Edited by: Malavika Kishore
This is not going to be a long article (or, maybe, it will be). I have a tendency to ramble indefinitely about things that are seemingly one-liners. I cannot summarise, and often go on tangents that have nothing to do with what I have to talk about. This is one of those tangents. Okay. I have to stop. The article.Â
My friends (hell, best friends) made me a care package one day to cheer up my mood. Let’s call them Sophie and Amanada, as I am so white-washed, these were the first 2 names I could think of before any Indian names.Â
It was a big, white paper bag with 8 objects in total.
- Mad Angles: my favourite chips. Sophie and I share a love for them. Whenever we go to the vending machine, we buy just 2 packets, always the same: mad angles and red lays. Amanda hates red lays, so we get her a can of coke to satiate her with caffeine, which she is addicted to. (You are not a part of the friend group, so you won’t understand just how funny this is. But if you were Sophie and Amanada, you would be rolling on the floor right now.)
- Mogu Mogu: my favourite drink. I fear I have monopolised (Soph, do you want to write this word down so we can use it in the essay next semester?) a love for this drink so much that at least, my friends will never be able to think about it without thinking of me and my weird obsession with it. It’s just one of my things now. Everyone has a thing. Sophie, for example, hates kids. So, whenever I see a kid being annoying, I think, “If Sophie were here, she would punch that little rat.”
- Face Masks: This is another tradition of ours. Face masks and movies. I never put them on right, the space that should cover your nose usually covers my mouth, but I am always just as excited to put them on. After I got the face masks, I begged Amanda and Sophie for days to get together and apply them (they are not as fond of sheet face masks) and the day they finally agreed to it, I realised I had lost them.
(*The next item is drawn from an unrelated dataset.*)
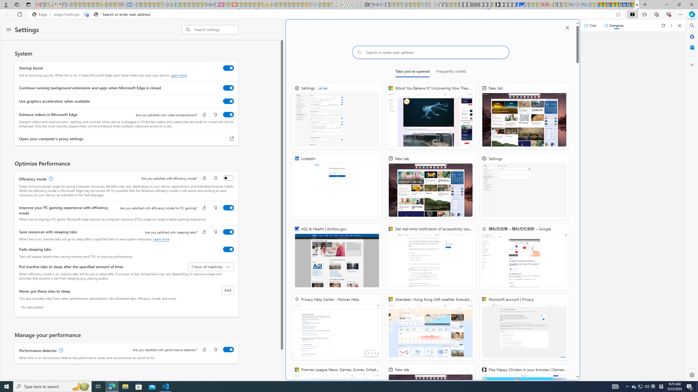  Describe the element at coordinates (61, 351) in the screenshot. I see `Performance detector, learn more` at that location.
That’s another thing about me. I lose things. I lost my keys, like, 7 times in the first semester. I have lost things you couldn’t even fathom losing.
- A small bottle of honey: I actually am not entirely sure why they gave me this. I do like honey, but I don’t remember having ever told them. Maybe, it was some metaphor pertaining to how sweet I was, but I am really not that sweet. I still have it, resting on my table.Â
- A small cup from Fuelzone with flowers from around the campus: I kept them with me. They wilted, and turned brown, but it didn’t matter. The flowers, or their colours, were secondary. What mattered was that my friends got me flowers.
- A chocobar: It’s a staple. After dinners on many occasions, we go and get ice creams, and it’s always a treat by someone or the other. At some point in a friendship, you start owing each other so much money, these little transactions go obsolete. Nonetheless, I always get chocobar or the choco-vanilla cornetto, and my friends always get the orange or raspberry ice cream that makes my teeth hurt. I am not kidding. The sight of someone eating flavoured ice literally makes my teeth hurt, and fall off.
- A lip balm: The non-tinted kind. I hate tinted lip balms. I honestly think Amanada wanted me to have the lip balm, so I would stop stealing her lip gloss. Was the care package just an excuse?
- A colouring book: They had thought I had colours. I didn’t, but it doesn’t matter. I loved it just the same.
That’s the end of it. Little snippets of me, enclosed in a big, white paper bag. Most of the contents of the care package are long gone. The lip balm is on its last legs, the packet of chips, eaten and forgotten. But it doesn’t matter. The memory still brings me as much happiness as it did when they gave me that white, paper bag. It is not even about what was inside it (says I, after explaining in detail what was inside it) but about the fact that they took out the time in their life, and the money in their scarce budget just to tell me they care about me, so I would not be sad. And that’s when I knew. I had really stumbled onto the greatest treasure in the World, and if I didn’t hold onto it, I would be the biggest idiot in the World. I know I am always losing things, but I will never lose them.Â
One last thing. I bet you 100 rupees (I have only that much left due to my over-fixation on Boba tea) that I can predict their reactions to reading this. Amanada will laugh at the little jokes, and then once it ends, will say, “Bro, this was so good.” It doesn’t matter if it was good or not. She will say that. And Sophie. She will get extremely emotional, and say, “I am having one of those moments again.” And then she will say the most romantic thing in the world.